I've been playing with a few unsafer options which give crazy results as below: Pushing 40k results per second

I have usually stayed away from the unsafe rust option as I used rust for its safety and performance. But how unsafe are we talking about?

sansyrox avatar Jul 28 '21 05:07 sansyrox

@sansyrox I updated the comment with results from master. Interestingly this is even with the new one doing extra work as it is doing more checks in the flow

Nicee 🔥

I've been playing with a few unsafer options which give crazy results as below: Pushing 40k results per second

I have usually stayed away from the unsafe rust option as I used rust for its safety and performance. But how unsafe are we talking about?

So what I've been doing is using the assume_gil_acquired method which faux acquires the GIL. I've used this on objects which have been passed as parameters, so to my understanding we shoulding hit any threading issues as the value won't be modified after it's sent. I still lock on the function call

JackThomson2 avatar Jul 28 '21 08:07 JackThomson2

So what I've been doing is using the assume_gil_acquired method which faux acquires the GIL. I've used this on objects which have been passed as parameters, so to my understanding we shoulding hit any threading issues as the value won't be modified after it's sent. I still lock on the function call

Oh, then it is not a big issue. I used to do it as well but when I talked with the PyO3 folks, they suggested me to use py.allow_threads since I would have to acquire gil anyway(for the function call in your case).

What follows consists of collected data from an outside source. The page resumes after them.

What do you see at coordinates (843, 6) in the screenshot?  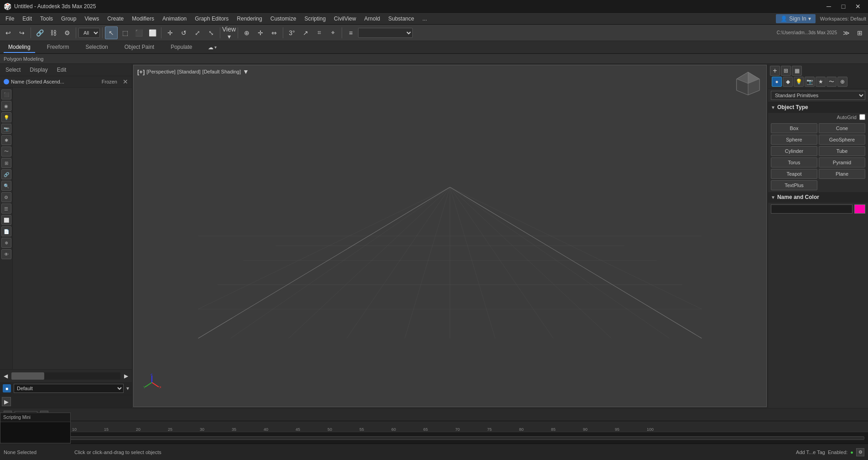 I see `maximize-button: □` at bounding box center [843, 6].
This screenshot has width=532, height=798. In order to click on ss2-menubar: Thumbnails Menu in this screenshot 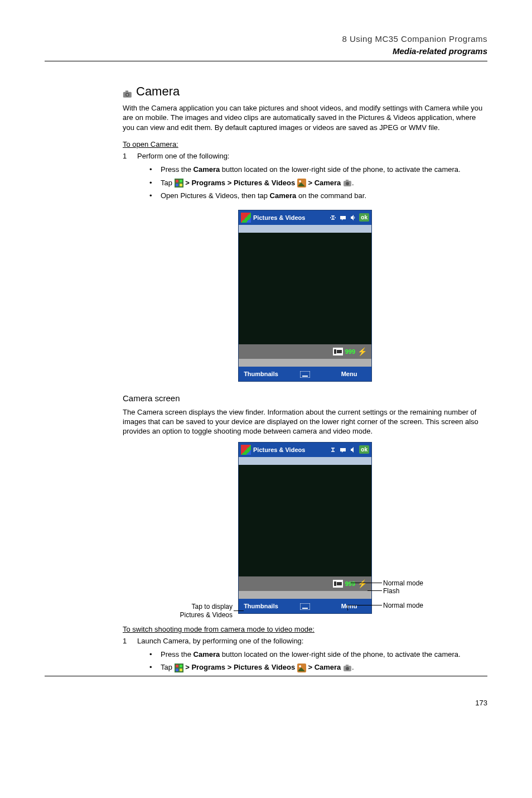, I will do `click(305, 606)`.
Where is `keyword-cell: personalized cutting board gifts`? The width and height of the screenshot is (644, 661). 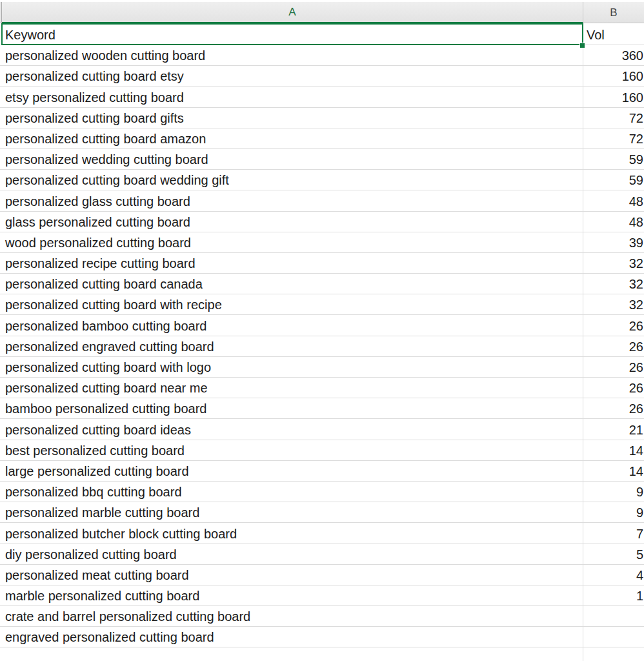
keyword-cell: personalized cutting board gifts is located at coordinates (292, 118).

So, as long as we can ensure that the app won't crash, it is not an issue.

sansyrox avatar Jul 28 '21 14:07 sansyrox

Here's an example of what my experiment in now pushing:

oha -n 100000 http://localhost:5000/static
Summary:
  Success rate: 1.0000
  Total:        1.3311 secs
  Slowest:      0.0129 secs
  Fastest:      0.0000 secs
  Average:      0.0007 secs
  Requests/sec: 75123.6686

  Total data:   585.94 KiB
  Size/request: 6 B
  Size/sec:     440.18 KiB

We're now near native rust performance, which is crazy basically a 2x perf boost over current native. Rust gave 90k/sec

JackThomson2 avatar Jul 28 '21 14:07 JackThomson2

@JackThomson2 , this is very crazy indeed. What kind of performance are you getting on a native actix server on your pc?

sansyrox avatar Jul 28 '21 17:07 sansyrox

Also, I think if we use the CatchAll method as mentioned in the PyO3 docs we can remove the need to wrap the text responses in the text function.

@JackThomson2 , did you take a look at this?

sansyrox avatar Aug 02 '21 11:08 sansyrox

Hi yes, sorry I've been a bit busy. But yes I managed to get that to work, but it took a performance penalty. I was just trying to figure a way to remove that overhead

JackThomson2 avatar Aug 03 '21 10:08 JackThomson2

Hi @JackThomson2 👋 . Did you get a chance to look at this PR?

sansyrox avatar Aug 17 '21 03:08 sansyrox

Eight months ago:

Hi @JackThomson2 wave . Did you get a chance to look at this PR?

Does we can close this merge request, please do.